You have certainly put some thought into all this, so well done there. Definitely a good jumping off point for discussion.
The notion of ditching loot tickets is certainly a good one. They always struck me as a very artificial paywall, when we were already throttled on WE. I just can’t envision much downside to that. Ditto all the skinning and cosmetic items ideas. I despise paying for cosmetic upgrades myself, but I’m a rarity; cosmetic customizations are very popular, and there’s very little downside. Certainly, waiting until your country’s pin pops up in the rotation is ridiculous. If people want to give away money for no game advantage whatsoever, by all means.
Many of these ideas will generate significant negative second-order effects, though. The proposed War changes will require radical change to a matchmaking system that SGG insists on thinking about in the most naive way, creating more animosity when the latest fix continues to exhibit exploitable loopholes. Allowing significantly cheaper summons, with better odds, devalues what earlier players paid for their Heroes; like nerfing, this will create a friction point for the big money players with an “investment” mindset. Moving loot around the map will frustrate the data miners; increasing loot without altering what’s available will only trivialize previously hard-to-find items, leading to even more declarations of “boring junk”… but “boring” farming will continue as a method of supplementing food and iron income. And so forth… lots of risk to manage.
One point I find deliciously ironic, and it applies to many games as well as this one: player decisions must be significant (or else, as you say, you may as well just sit at home and roll some dice), but most players largely hate making those same decisions. Consider the Telluria debacle: if there was only one tank in the game, and that was Telly, everyone would immediately react to having their choice taken away by quitting (“Boring game u cannot choose ur heros!”). But because, stats-wise, Telluria was the only tank worth having, those exact same people immediately spent a bajillion dollars to get her, or bemoaned the fact that the game is unplayable without her, effectively enjoying that their decision was made for them.
More and more, I see a game that seems like a solid self-contained system early on, but didn’t have a comprehansive plan for expansion. The Classes/Emblems are a perfect example. The entire original system was predicated on there being a radical asymmetry between attacking and defending. Attackers had an enormous advantage, and a few things had to be implemented (like the infamous hidden 20%) to even make the system useable. However, as noted, defences are enormously strengthened by Emblems; notice how the three Talents named OP are all defensive ones? It seems obvious that they didn’t really consider how so much defensive boost would alter their core principle. In many respects (Pull rarity, 4* AM rarity, Emblems, Challenge Event scoring, feeder Heroes), it really seems like SGG has painted themselves into a corner, with serious negative consequences no matter how they choose to progress. Honestly, if this game is still around in a big way in a year, it will probably be because they bit the bullet and shed a bunch of their legacy game mechanics… and shed, too, the veteran players that are unwilling to adapt to that radical change.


**Problem details:** Set down the data again word for word. Skip any pictures.

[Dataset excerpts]
....

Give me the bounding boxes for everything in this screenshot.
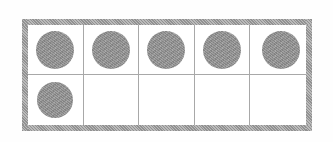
counter-icon	[262, 31, 300, 69]
ten-frame-cell-r2c4[interactable]	[195, 75, 251, 125]
ten-frame-cell-r1c3[interactable]	[139, 25, 195, 75]
ten-frame-cell-r1c1[interactable]	[28, 25, 84, 75]
figure-canvas	[0, 0, 333, 142]
ten-frame-cell-r2c1[interactable]	[28, 75, 84, 125]
ten-frame-cell-r2c3[interactable]	[139, 75, 195, 125]
ten-frame	[22, 19, 312, 131]
ten-frame-grid	[28, 25, 306, 125]
ten-frame-cell-r1c2[interactable]	[84, 25, 140, 75]
ten-frame-cell-r1c4[interactable]	[195, 25, 251, 75]
ten-frame-cell-r1c5[interactable]	[250, 25, 306, 75]
counter-icon	[203, 31, 241, 69]
counter-icon	[37, 82, 73, 118]
counter-icon	[147, 31, 185, 69]
counter-icon	[36, 31, 74, 69]
ten-frame-cell-r2c5[interactable]	[250, 75, 306, 125]
counter-icon	[92, 31, 130, 69]
ten-frame-cell-r2c2[interactable]	[84, 75, 140, 125]
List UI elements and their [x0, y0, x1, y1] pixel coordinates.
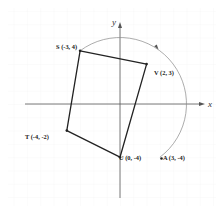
coordinate-diagram: x y S (-3, 4) V (2, 3) U (0, -4) T (-4, …: [0, 0, 224, 214]
label-A: A (3, -4): [163, 154, 185, 162]
label-V: V (2, 3): [154, 69, 174, 77]
label-S: S (-3, 4): [56, 43, 77, 51]
label-U: U (0, -4): [119, 154, 141, 162]
x-axis-label: x: [207, 99, 212, 109]
point-T: [66, 129, 69, 132]
y-axis-label: y: [111, 17, 116, 27]
label-T: T (-4, -2): [25, 133, 49, 141]
point-V: [145, 63, 148, 66]
point-S: [79, 50, 82, 53]
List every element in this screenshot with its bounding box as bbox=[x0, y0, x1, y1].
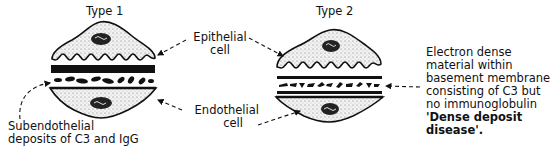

....

**Response to this exercise:**
Give me the bounding boxes for everything in this screenshot.
counter-icon	[262, 31, 300, 69]
ten-frame-cell-r2c4[interactable]	[195, 75, 251, 125]
ten-frame-cell-r1c3[interactable]	[139, 25, 195, 75]
ten-frame-cell-r1c1[interactable]	[28, 25, 84, 75]
figure-canvas	[0, 0, 333, 142]
ten-frame-cell-r2c1[interactable]	[28, 75, 84, 125]
ten-frame-cell-r2c3[interactable]	[139, 75, 195, 125]
ten-frame	[22, 19, 312, 131]
ten-frame-grid	[28, 25, 306, 125]
ten-frame-cell-r1c2[interactable]	[84, 25, 140, 75]
ten-frame-cell-r1c4[interactable]	[195, 25, 251, 75]
ten-frame-cell-r1c5[interactable]	[250, 25, 306, 75]
counter-icon	[203, 31, 241, 69]
counter-icon	[37, 82, 73, 118]
counter-icon	[147, 31, 185, 69]
counter-icon	[36, 31, 74, 69]
ten-frame-cell-r2c5[interactable]	[250, 75, 306, 125]
counter-icon	[92, 31, 130, 69]
ten-frame-cell-r2c2[interactable]	[84, 75, 140, 125]
List UI elements and their [x0, y0, x1, y1] pixel coordinates.
coordinate-diagram: x y S (-3, 4) V (2, 3) U (0, -4) T (-4, …: [0, 0, 224, 214]
label-A: A (3, -4): [163, 154, 185, 162]
label-V: V (2, 3): [154, 69, 174, 77]
label-S: S (-3, 4): [56, 43, 77, 51]
label-U: U (0, -4): [119, 154, 141, 162]
x-axis-label: x: [207, 99, 212, 109]
point-T: [66, 129, 69, 132]
y-axis-label: y: [111, 17, 116, 27]
label-T: T (-4, -2): [25, 133, 49, 141]
point-V: [145, 63, 148, 66]
point-S: [79, 50, 82, 53]
List every element in this screenshot with its bounding box as bbox=[x0, y0, x1, y1].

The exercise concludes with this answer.